Unfortunately the rings on these little motors get too much carbon and gunk in and around them and will therefore get wedged into their ring grooves on the pistons.......cleaning them or replacing them is really the best solution. As the combustion chamber, cylinder, and piston heats up it will allow the ring to protrude from the bore and stop the oil slippage by them and therefore reduce the oil burning that is happening when it gets past the rings and into the combustion chambers.
This is my personal opinion here, but I can almost guarantee you, if you pulled the pistons, cleaned the carbon out of the ring grooves and put it back together, your smoking will be history. Of course it would be senseless not to install new rings while you had it apart, but it's the buildup of carbon and burnt oil, especially within the oil control rings, that is causing the problem to begin with. There are some top end motor cleaners that are sold to help clean the pistons and rings, but from what I've heard, they work only marginally. Cleaning the pistons and putting in new rings will give you thousands more smokeless miles.
Most of the Mazda 4 cylinders that I have rebuilt, I have re-used the factory pistons......they're a darn good product, so I will clean them to the nth degree and install new rings and they are good to go for another 100,000 more miles with new bearings and oil pump.
Here are a few pics I have taken showing how the rings are just too gunked up protrude from the grooves like they should.
This engine was not bad at all really....I have other pics (I'll find them and post the also later) that the compression rings were even bound up some.....look at the oil rings (with the spacer between them) on thes pics though.....this motor is now in my little red truck and it doesn't smoke any at all.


§ **Task item**: For every line in the material below that holds "Length", report the line.

§ **Records to process**:

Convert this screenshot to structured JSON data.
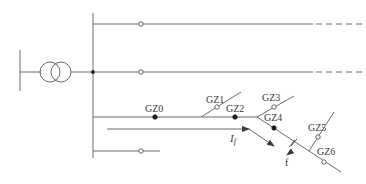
{
  "diagram": {
    "title": "",
    "colors": {
      "line": "#5a5a5a",
      "closed_switch": "#1a1a1a",
      "open_switch_fill": "#ffffff",
      "text": "#3a3a3a",
      "background": "#ffffff"
    },
    "source": {
      "symbol": "transformer-two-winding"
    },
    "feeders": [
      {
        "id": "feeder-1",
        "continues": "dashed"
      },
      {
        "id": "feeder-2",
        "continues": "dashed"
      },
      {
        "id": "feeder-3-faulted"
      },
      {
        "id": "feeder-4"
      }
    ],
    "switches": [
      {
        "label": "GZ0",
        "state": "closed"
      },
      {
        "label": "GZ1",
        "state": "open"
      },
      {
        "label": "GZ2",
        "state": "closed"
      },
      {
        "label": "GZ3",
        "state": "open"
      },
      {
        "label": "GZ4",
        "state": "closed"
      },
      {
        "label": "GZ5",
        "state": "open"
      },
      {
        "label": "GZ6",
        "state": "open"
      }
    ],
    "current_label": "I",
    "current_subscript": "f",
    "fault_label": "f"
  }
}
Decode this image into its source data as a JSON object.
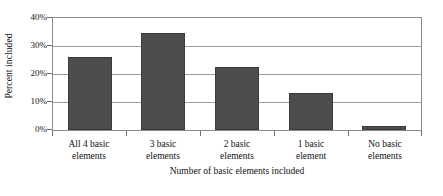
{
  "chart_data": {
    "type": "bar",
    "title": "",
    "subtitle": "",
    "xlabel": "Number of basic elements included",
    "ylabel": "Percent included",
    "categories": [
      "All 4 basic elements",
      "3 basic elements",
      "2 basic elements",
      "1 basic element",
      "No basic elements"
    ],
    "category_lines": [
      [
        "All 4 basic",
        "elements"
      ],
      [
        "3 basic",
        "elements"
      ],
      [
        "2 basic",
        "elements"
      ],
      [
        "1 basic",
        "element"
      ],
      [
        "No basic",
        "elements"
      ]
    ],
    "values": [
      26,
      34.5,
      22.5,
      13.2,
      1.5
    ],
    "value_labels": [
      "26%",
      "34.5%",
      "22.5%",
      "13.2%",
      "1.5%"
    ],
    "ylim": [
      0,
      40
    ],
    "xlim": [
      0,
      5
    ],
    "ytick_values": [
      0,
      10,
      20,
      30,
      40
    ],
    "ytick_labels": [
      "0%",
      "10%",
      "20%",
      "30%",
      "40%"
    ],
    "grid": true,
    "grid_axis": "y",
    "legend": false,
    "legend_position": "none",
    "bar_color": "#4d4d4d",
    "bar_edge_color": "#3a3a3a",
    "grid_color": "#9a9a9a",
    "axis_color": "#8c8c8c",
    "background_color": "#ffffff",
    "text_color": "#111111"
  }
}
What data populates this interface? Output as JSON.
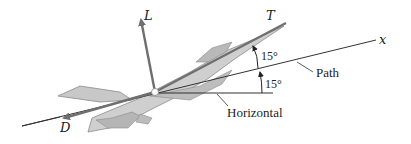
{
  "diagram": {
    "forces": {
      "lift": {
        "label": "L"
      },
      "thrust": {
        "label": "T"
      },
      "drag": {
        "label": "D"
      }
    },
    "axes": {
      "x": {
        "label": "x"
      }
    },
    "annotations": {
      "path": "Path",
      "horizontal": "Horizontal",
      "angle_thrust_to_path": "15°",
      "angle_path_to_horizontal": "15°"
    },
    "colors": {
      "force_arrow": "#6f6f6f",
      "line": "#333333",
      "aircraft_fill": "#c8c8c8",
      "aircraft_edge": "#8a8a8a"
    }
  }
}
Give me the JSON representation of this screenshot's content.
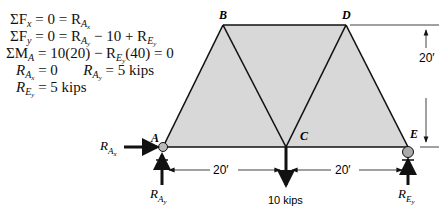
{
  "equations": {
    "line1": {
      "lhs": "ΣF",
      "lhs_sub": "x",
      "mid": " = 0 = R",
      "r_sub": "A",
      "r_subsub": "x",
      "rest": ""
    },
    "line2": {
      "lhs": "ΣF",
      "lhs_sub": "y",
      "mid": " = 0 = R",
      "r_sub": "A",
      "r_subsub": "y",
      "rest": " − 10 + R",
      "r2_sub": "E",
      "r2_subsub": "y"
    },
    "line3": {
      "lhs": "ΣM",
      "lhs_sub": "A",
      "mid": " = 10(20) − R",
      "r_sub": "E",
      "r_subsub": "y",
      "rest": "(40) = 0"
    },
    "line4": {
      "a": "R",
      "a_sub": "A",
      "a_subsub": "x",
      "a_val": " = 0",
      "b": "R",
      "b_sub": "A",
      "b_subsub": "y",
      "b_val": " = 5 kips"
    },
    "line5": {
      "a": "R",
      "a_sub": "E",
      "a_subsub": "y",
      "a_val": " = 5 kips"
    }
  },
  "truss": {
    "nodes": {
      "A": "A",
      "B": "B",
      "C": "C",
      "D": "D",
      "E": "E"
    },
    "fill_color": "#d9d9d9",
    "member_color": "#111111"
  },
  "dimensions": {
    "span_AC": "20′",
    "span_CE": "20′",
    "height": "20′"
  },
  "loads": {
    "C_load": "10 kips"
  },
  "reactions": {
    "RAx": {
      "main": "R",
      "sub": "A",
      "subsub": "x"
    },
    "RAy": {
      "main": "R",
      "sub": "A",
      "subsub": "y"
    },
    "REy": {
      "main": "R",
      "sub": "E",
      "subsub": "y"
    }
  }
}
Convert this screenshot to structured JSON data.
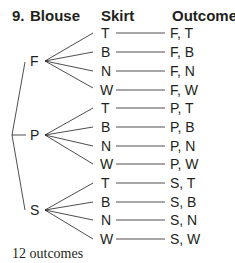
{
  "partial_line": "2. Outcomes",
  "header": {
    "number": "9.",
    "col1": "Blouse",
    "col2": "Skirt",
    "col3": "Outcome"
  },
  "root_labels": [
    "F",
    "P",
    "S"
  ],
  "skirts": [
    "T",
    "B",
    "N",
    "W"
  ],
  "outcomes": [
    [
      "F, T",
      "F, B",
      "F, N",
      "F, W"
    ],
    [
      "P, T",
      "P, B",
      "P, N",
      "P, W"
    ],
    [
      "S, T",
      "S, B",
      "S, N",
      "S, W"
    ]
  ],
  "footer": "12 outcomes"
}
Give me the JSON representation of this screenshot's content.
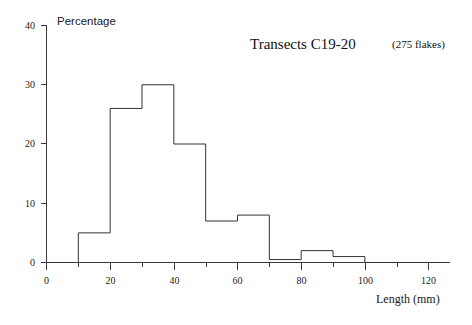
{
  "chart_data": {
    "type": "bar",
    "title": "Transects C19-20",
    "subtitle": "(275 flakes)",
    "xlabel": "Length  (mm)",
    "ylabel": "Percentage",
    "xlim": [
      0,
      125
    ],
    "ylim": [
      0,
      40
    ],
    "grid": false,
    "legend": "none",
    "bin_width": 10,
    "bin_edges": [
      0,
      10,
      20,
      30,
      40,
      50,
      60,
      70,
      80,
      90,
      100,
      110,
      120,
      125
    ],
    "categories": [
      "0-10",
      "10-20",
      "20-30",
      "30-40",
      "40-50",
      "50-60",
      "60-70",
      "70-80",
      "80-90",
      "90-100",
      "100-110",
      "110-120",
      "120-125"
    ],
    "values": [
      0,
      5,
      26,
      30,
      20,
      7,
      8,
      0.5,
      2,
      1,
      0,
      0,
      0
    ],
    "x_tick_values": [
      0,
      20,
      40,
      60,
      80,
      100,
      120
    ],
    "x_tick_labels": [
      "0",
      "20",
      "40",
      "60",
      "80",
      "100",
      "120"
    ],
    "x_minor_ticks": [
      10,
      30,
      50,
      70,
      90,
      110
    ],
    "y_tick_values": [
      0,
      10,
      20,
      30,
      40
    ],
    "y_tick_labels": [
      "0",
      "10",
      "20",
      "30",
      "40"
    ],
    "series_color": "#333333",
    "axis_color": "#3b3b3b"
  },
  "labels": {
    "title_main": "Transects C19-20",
    "title_sub": "(275 flakes)",
    "y_axis_name": "Percentage",
    "x_axis_name": "Length  (mm)",
    "y0": "0",
    "y10": "10",
    "y20": "20",
    "y30": "30",
    "y40": "40",
    "x0": "0",
    "x20": "20",
    "x40": "40",
    "x60": "60",
    "x80": "80",
    "x100": "100",
    "x120": "120"
  }
}
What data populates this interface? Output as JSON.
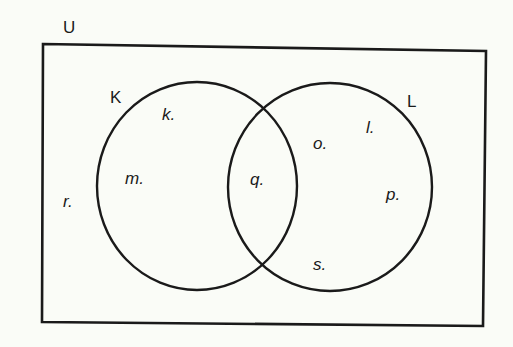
{
  "diagram": {
    "type": "venn",
    "universe": {
      "label": "U",
      "elements": [
        "r."
      ]
    },
    "sets": [
      {
        "label": "K",
        "only_elements": [
          "k.",
          "m."
        ]
      },
      {
        "label": "L",
        "only_elements": [
          "o.",
          "l.",
          "p.",
          "s."
        ]
      }
    ],
    "intersection": {
      "sets": [
        "K",
        "L"
      ],
      "elements": [
        "q."
      ]
    },
    "colors": {
      "stroke": "#1a1a1a",
      "background": "#fafcf7"
    }
  },
  "labels": {
    "U": "U",
    "K": "K",
    "L": "L",
    "k": "k.",
    "m": "m.",
    "q": "q.",
    "o": "o.",
    "l": "l.",
    "p": "p.",
    "s": "s.",
    "r": "r."
  }
}
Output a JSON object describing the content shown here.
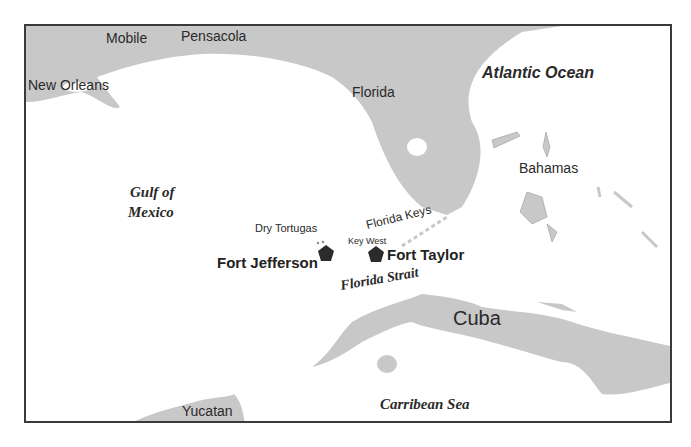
{
  "map": {
    "colors": {
      "land": "#c8c8c8",
      "water": "#ffffff",
      "border": "#3a3a3a",
      "fort_marker": "#2b2b2b",
      "text": "#2a2a2a"
    },
    "labels": {
      "mobile": "Mobile",
      "pensacola": "Pensacola",
      "new_orleans": "New Orleans",
      "florida": "Florida",
      "atlantic": "Atlantic Ocean",
      "bahamas": "Bahamas",
      "gulf_line1": "Gulf of",
      "gulf_line2": "Mexico",
      "dry_tortugas": "Dry Tortugas",
      "florida_keys": "Florida Keys",
      "key_west": "Key West",
      "fort_jefferson": "Fort Jefferson",
      "fort_taylor": "Fort Taylor",
      "florida_strait": "Florida Strait",
      "cuba": "Cuba",
      "yucatan": "Yucatan",
      "caribbean": "Carribean Sea"
    },
    "markers": [
      {
        "name": "Fort Jefferson",
        "icon": "pentagon-icon"
      },
      {
        "name": "Fort Taylor",
        "icon": "pentagon-icon"
      }
    ]
  }
}
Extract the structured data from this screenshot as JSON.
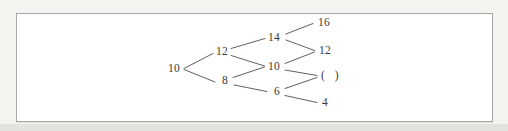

§ **Your response**:
    "xlabel": "Length  (mm)",
    "x_axis_name": "Length  (mm)",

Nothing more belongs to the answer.